There are (at least!) two competing definitions for "hard real time":

1. Absolute guarantee of meeting the deadlines.

2. Any failure to meet the deadline results in failure of the
application.

Definition #1 is attractive, especially for applications where human life
is at stake. However, for less critical applications, the problem with
#1 is that there are other sources of failure. For example, if all of
the CPUs die, you are not going to meet your deadline no matter how the
software is coded. Not even hard-coded assembly language on bare metal
can save you in this situation.

Definition #2 is in some sense more practical, but one must also supply
a required probability of success. Otherwise, one can make -any- app
be "hard realtime" as follows:

my_deadline = time(0) + TIME_ALLOWED_FOR_SOMETHING;
/* do something that has a deadline */
if (missed_deadline(my_deadline)) {
abort();
}

I suspect that Linux can meet definition #1 for only a very restricted
set of services (e.g., user-mode execution for an app that has pinned
memory). I expect that Linux would be able to meet definition #2 for
a larger set of services. But this can be done incrementally, adding
deterministic implementations of services as needed.

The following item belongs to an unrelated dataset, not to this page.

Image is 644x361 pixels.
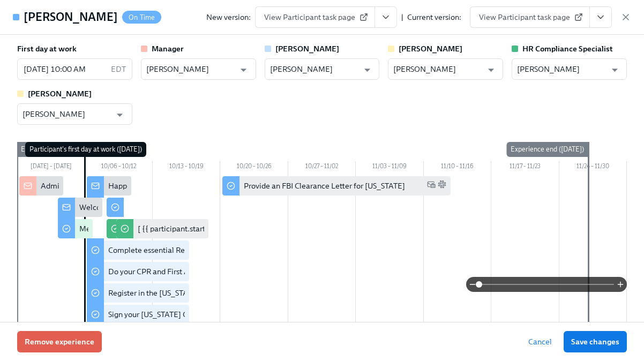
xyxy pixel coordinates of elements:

> If you're developing a medical system or an airplane, you can't risk
> to kill people just because your measurement didn't accounted for a
> certain workload.
>
> Providing a math proof of "determinism" of the critical sections of a
> system as large as linux is not feasible IMHO. If something you'd have
> to create a software system that will provide the math proof.
> I wouldn't trust humans for such a math work anyway, even if you could
> afford to hire enough people. An automated system would be more
> trustable, and that way you could hope to verify different linux kernel
> versions in a reasonable amount of time, instead of just one.

Agreed, I certainly would not trust a hand-made proof of determinism!
Even an automated proof has the possibility of bugs in the proof software.
But it would be necessary to specify which parts of the kernel needed
to meet realtime scheduling guarantees. If the application does not
use a VGA driver, then it is only necessary to show that the VGA driver
does not interfere with realtime processes -- one does not have to
make the VGA driver itself deterministic. Instead, one only has to
make sure that the VGA driver lets go of the CPU deterministically.

> So for hart-RT IMHO the only way is to never invoke syscalls and to run
> always in irq context without sharing anything, with irqs going at max
> prio using nanokernel or the patented way of redernining cli, that
> people were doing for years before filing the patent. It's harder to
> code that way, but that's the the price you pay to be guaranteed that
> you won't block for an unknown amount of time, and I don't see other way
> around it.
>
> It scares me if people will use preemt-RT for hard-RT requirements. Ok,
> if a cellphone crashes it's no big deal, but for real critical stuff
> you can't play the measurement-russian-roulette.

For the really critical stuff, some projects have assigned three different
teams to implement in three different languages and runtime environments,
and then coupled the resulting systems into a triple-module-redundancy
configuration. Horribly expensive, but worth it in some cases.